The title of today's blog is "My Kingdom or God's???" because although God's kingdom is what we desire to grow through The Pathway, if we don't change the way we are approaching "church" we will continue to focus on growing our churches kingdom instead of the Kingdom of God.
Here's what I mean. If we continue to approach evangelism, discipleship and church planting the way we do right now (and when I say we I mean the majority of evangelical Christians) then we have no hope of impacting the rapidly growing number of lost people living in our nation and North America as a whole. The way we approach these subjects right now is entirely too systematic. Why? Because that's the way we have been taught to think.
We think we have to learn something completely and become an expert before we reproduce it. There are a couple problems with that. If we have to be fully discipled before we begin to make disciples we will never make disciples. If we have to become a self-sustained church that has a "mature" believer who is seminary educated before we can plant a new church, we will never plant any churches (or maybe 1 in our lifetime if we're lucky).
Here's the idea and the paradigm shift that has been occurring in my life and the life of our church. What if we all began sharing our faith weekly (daily would be better but we'll get there) and did not worry about having all the answers or finding ourselves in the perfect relational situation? What if we just shared our faith with the lost people around us and trusted God to do the saving? Then, what if we began discipling these new Christians? What if we began teaching them how to pray, read the Bible and share their faith the day after they got saved? Then, what if we did not wait for them to understand it all, be competent at Bible drill, or even be able to fully articulate the doctrines we strongly believe? What if as we are teaching them all of these necessary aspects of discipleship we challenged them to start sharing their faith weekly (or daily) and begin discipling those in their life that find Jesus? Why don't we do that?
The answer is fear and control? Number one, we are honestly afraid of what these new believers might teach the lost. Although that concern is genuinely motivated it is completely erroneous. If we are continuing to disciple that person they will have someone to come to with the answers to the questions they have and your responsibility becomes keeping them one or two steps ahead of the people they are discipling. This issue leads right into the issue of control. As believers, and especially as pastors, we feel like we have to control the church and the environments in which the Bible is taught and ministry takes place. Again, although this is rightly motivated (at times), it is not biblical and it has no hope of impacting the vast lostness we see in our world today.
So, what do we do?
We have to decide whether we want to "control" what God is doing or if we want to see a "movement" of God. I believe a true movement of God that I have no control over resembles what God did in the book of Acts far more than an impressive church where I call the shots (even if it is growing and succeeding by "our" standards).
Do I have this all figured out? No. What I pray is that we would all be challenged to quit sitting around making excuses, waiting for the perfect scenarios and instead that we would simply start sharing Jesus with people and teaching them to share Jesus with people! What a concept... kind of sounds like the Great Commission to me?!?!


● **EXERCISE DETAILS**: Scan the listing below. Report each line that includes "composition".

● **INFORMATION GIVEN**:
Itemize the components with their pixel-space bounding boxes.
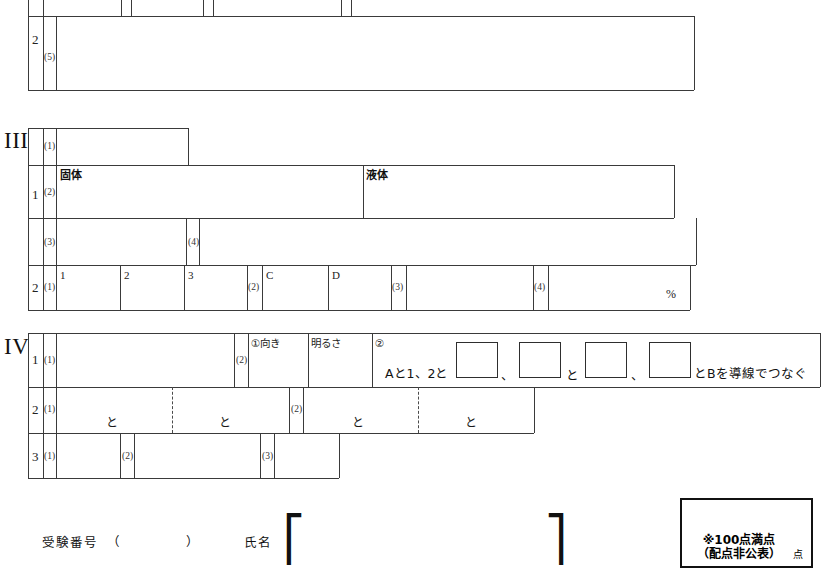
label-sub2-marker: ② (375, 338, 384, 349)
section-4-2-1-number: (1) (44, 405, 55, 415)
answer-field-3-2-1-col1[interactable] (57, 279, 119, 309)
exam-number-label: 受験番号 (42, 537, 98, 550)
section-3-roman: III (4, 129, 28, 152)
section-4-3-3-number: (3) (262, 452, 273, 462)
answer-field-4-3-2[interactable] (135, 434, 259, 477)
name-bracket-close: ⎤ (545, 518, 567, 562)
grid-vline (351, 0, 352, 16)
grid-vline (260, 433, 261, 478)
answer-field-4-3-3[interactable] (275, 434, 338, 477)
grid-hline (28, 478, 339, 479)
section-3-group-2-number: 2 (32, 281, 39, 294)
section-3-outer-rule (28, 128, 29, 310)
section-4-roman: IV (4, 335, 29, 358)
row-1-2-right-rule (674, 165, 675, 218)
answer-field-4-1-1[interactable] (57, 334, 233, 386)
grid-vline (690, 265, 691, 310)
separator-mid: と (566, 370, 579, 383)
label-brightness: 明るさ (311, 338, 341, 349)
section-4-row1-right-rule (820, 333, 821, 387)
grid-vline (121, 0, 122, 16)
blank-box-4[interactable] (649, 342, 691, 378)
section-3-2-4-number: (4) (534, 283, 545, 293)
answer-field-4-2-1-left[interactable] (57, 388, 171, 432)
section-4-1-1-number: (1) (44, 356, 55, 366)
answer-field-3-1-2-liquid[interactable] (365, 180, 672, 216)
exam-number-paren-open: （ (107, 536, 121, 549)
blank-box-3[interactable] (585, 342, 627, 378)
section-4-3-2-number: (2) (122, 452, 133, 462)
section-3-1-4-number: (4) (188, 238, 199, 248)
answer-field-4-2-2-left[interactable] (304, 388, 417, 432)
answer-field-3-2-4[interactable] (549, 266, 664, 309)
answer-field-3-2-2-colC[interactable] (263, 279, 327, 309)
section-3-1-1-number: (1) (44, 142, 55, 152)
grid-vline (289, 387, 290, 433)
section-4-group-2-number: 2 (32, 403, 39, 416)
grid-hline (28, 310, 690, 311)
exam-number-paren-close: ） (186, 536, 200, 549)
answer-field-4-3-1[interactable] (57, 434, 119, 477)
answer-field-3-2-2-colD[interactable] (329, 279, 390, 309)
grid-vline (234, 333, 235, 387)
section-4-1-2-number: (2) (236, 356, 247, 366)
answer-cell-right-rule (694, 16, 695, 90)
section-4-group-3-number: 3 (32, 450, 39, 463)
blank-box-2[interactable] (519, 342, 561, 378)
section-3-2-1-number: (1) (44, 283, 55, 293)
section-4-row2-right-rule (534, 387, 535, 433)
section-4-row3-right-rule (339, 433, 340, 478)
sentence-start: Aと1、2と (385, 368, 448, 381)
score-note-line1: ※100点満点 (684, 533, 794, 547)
group-number-2: 2 (32, 33, 39, 46)
grid-vline (43, 0, 44, 16)
grid-vline (120, 433, 121, 478)
separator-2: 、 (631, 370, 644, 383)
section-4-outer-rule (28, 333, 29, 478)
section-3-1-2-number: (2) (44, 188, 55, 198)
row-1-2-split-rule (363, 165, 364, 218)
answer-field-4-1-2-brightness[interactable] (309, 350, 371, 386)
answer-field-4-2-1-right[interactable] (173, 388, 288, 432)
exam-number-input[interactable] (124, 530, 186, 550)
score-unit-label: 点 (793, 550, 803, 560)
section-3-2-3-number: (3) (392, 283, 403, 293)
row-1-3-right-rule (186, 218, 187, 265)
question-number-5: (5) (44, 53, 55, 63)
answer-field-3-1-2-solid[interactable] (57, 180, 361, 216)
name-input[interactable] (298, 522, 543, 560)
grid-vline (203, 0, 204, 16)
section-4-2-2-number: (2) (291, 405, 302, 415)
grid-vline (28, 0, 29, 16)
name-label: 氏名 (244, 537, 272, 550)
row-1-4-right-rule (696, 218, 697, 265)
grid-hline (28, 165, 674, 166)
grid-vline (131, 0, 132, 16)
answer-field-3-1-3[interactable] (57, 219, 185, 264)
section-3-2-2-number: (2) (248, 283, 259, 293)
grid-hline (28, 90, 694, 91)
section-4-group-1-number: 1 (32, 353, 39, 366)
answer-field-3-2-3[interactable] (407, 266, 532, 309)
answer-field-4-2-2-right[interactable] (419, 388, 533, 432)
label-direction: ①向き (251, 338, 280, 349)
section-4-3-1-number: (1) (44, 452, 55, 462)
grid-vline (213, 0, 214, 16)
answer-field-3-1-4[interactable] (200, 219, 695, 264)
group-col-left-rule (28, 16, 29, 90)
unit-percent: % (666, 288, 676, 300)
separator-1: 、 (501, 370, 514, 383)
blank-box-1[interactable] (456, 342, 498, 378)
grid-vline (372, 333, 373, 387)
section-3-1-3-number: (3) (44, 238, 55, 248)
section-3-group-1-number: 1 (32, 188, 39, 201)
answer-field-3-2-1-col3[interactable] (185, 279, 246, 309)
row-1-1-right-rule (188, 128, 189, 165)
answer-field-3-2-1-col2[interactable] (121, 279, 183, 309)
answer-field-3-1-1[interactable] (57, 129, 187, 164)
answer-field-4-1-2-direction[interactable] (249, 350, 307, 386)
score-note-line2: （配点非公表） (684, 547, 794, 561)
grid-vline (341, 0, 342, 16)
answer-field-2-5[interactable] (57, 17, 693, 89)
sentence-end: とBを導線でつなぐ (694, 368, 807, 381)
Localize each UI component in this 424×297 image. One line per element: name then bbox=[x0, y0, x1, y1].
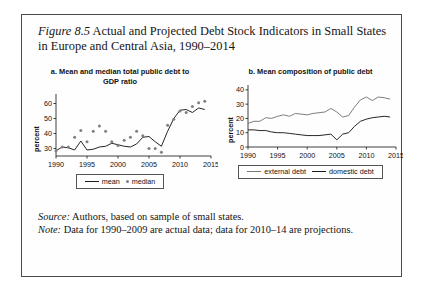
panel-b-plot: percent 01020304019901995200020052010201… bbox=[218, 81, 403, 163]
svg-text:2010: 2010 bbox=[358, 151, 374, 160]
panel-a-plot: percent 30405060199019952000200520102015 bbox=[22, 90, 218, 172]
panel-b: b. Mean composition of public debt perce… bbox=[218, 67, 403, 189]
figure-notes: Source: Authors, based on sample of smal… bbox=[38, 211, 390, 236]
panel-a: a. Mean and median total public debt to … bbox=[22, 67, 218, 189]
svg-text:2000: 2000 bbox=[299, 151, 315, 160]
source-label: Source: bbox=[38, 211, 70, 222]
legend-label-external-debt: external debt bbox=[264, 167, 306, 176]
svg-text:40: 40 bbox=[44, 129, 52, 138]
line-swatch-black-icon bbox=[312, 171, 326, 172]
legend-label-median: median bbox=[132, 177, 156, 186]
svg-text:30: 30 bbox=[44, 144, 52, 153]
chart-panels: a. Mean and median total public debt to … bbox=[22, 67, 403, 189]
svg-text:2005: 2005 bbox=[329, 151, 345, 160]
figure-number: Figure 8.5 bbox=[38, 24, 90, 38]
figure-container: Figure 8.5 Actual and Projected Debt Sto… bbox=[21, 14, 402, 277]
svg-text:20: 20 bbox=[236, 114, 244, 123]
line-swatch-gray-icon bbox=[247, 171, 261, 172]
svg-text:2015: 2015 bbox=[388, 151, 403, 160]
svg-text:1995: 1995 bbox=[270, 151, 286, 160]
line-swatch-icon bbox=[85, 181, 99, 182]
svg-text:30: 30 bbox=[236, 99, 244, 108]
legend-item-domestic-debt: domestic debt bbox=[312, 167, 374, 176]
panel-a-legend: mean median bbox=[22, 174, 218, 189]
svg-text:2000: 2000 bbox=[110, 160, 126, 169]
panel-a-ylabel: percent bbox=[32, 126, 41, 152]
svg-text:1990: 1990 bbox=[240, 151, 256, 160]
panel-b-ylabel: percent bbox=[226, 117, 235, 143]
data-note: Note: Data for 1990–2009 are actual data… bbox=[38, 224, 390, 237]
legend-item-mean: mean bbox=[85, 177, 120, 186]
panel-b-legend: external debt domestic debt bbox=[218, 165, 403, 180]
svg-text:2005: 2005 bbox=[141, 160, 157, 169]
legend-label-domestic-debt: domestic debt bbox=[329, 167, 374, 176]
legend-item-median: median bbox=[126, 177, 156, 186]
dot-swatch-icon bbox=[126, 180, 129, 183]
svg-text:40: 40 bbox=[236, 85, 244, 94]
source-note: Source: Authors, based on sample of smal… bbox=[38, 211, 390, 224]
note-label: Note: bbox=[38, 224, 61, 235]
svg-text:2015: 2015 bbox=[203, 160, 218, 169]
legend-item-external-debt: external debt bbox=[247, 167, 306, 176]
svg-text:50: 50 bbox=[44, 114, 52, 123]
svg-text:1990: 1990 bbox=[48, 160, 64, 169]
svg-text:10: 10 bbox=[236, 128, 244, 137]
svg-text:60: 60 bbox=[44, 99, 52, 108]
svg-text:1995: 1995 bbox=[79, 160, 95, 169]
panel-a-title: a. Mean and median total public debt to … bbox=[45, 67, 195, 86]
source-text: Authors, based on sample of small states… bbox=[70, 211, 244, 222]
panel-a-svg: 30405060199019952000200520102015 bbox=[22, 90, 218, 172]
figure-title-text: Actual and Projected Debt Stock Indicato… bbox=[38, 24, 386, 53]
svg-text:2010: 2010 bbox=[172, 160, 188, 169]
legend-label-mean: mean bbox=[102, 177, 120, 186]
figure-title: Figure 8.5 Actual and Projected Debt Sto… bbox=[38, 24, 388, 53]
note-text: Data for 1990–2009 are actual data; data… bbox=[61, 224, 353, 235]
panel-b-title: b. Mean composition of public debt bbox=[241, 67, 381, 77]
panel-b-svg: 010203040199019952000200520102015 bbox=[218, 81, 403, 163]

● **ANSWER**:
panel-b: b. Mean composition of public debt perce… bbox=[218, 67, 403, 189]
panel-b-title: b. Mean composition of public debt bbox=[241, 67, 381, 77]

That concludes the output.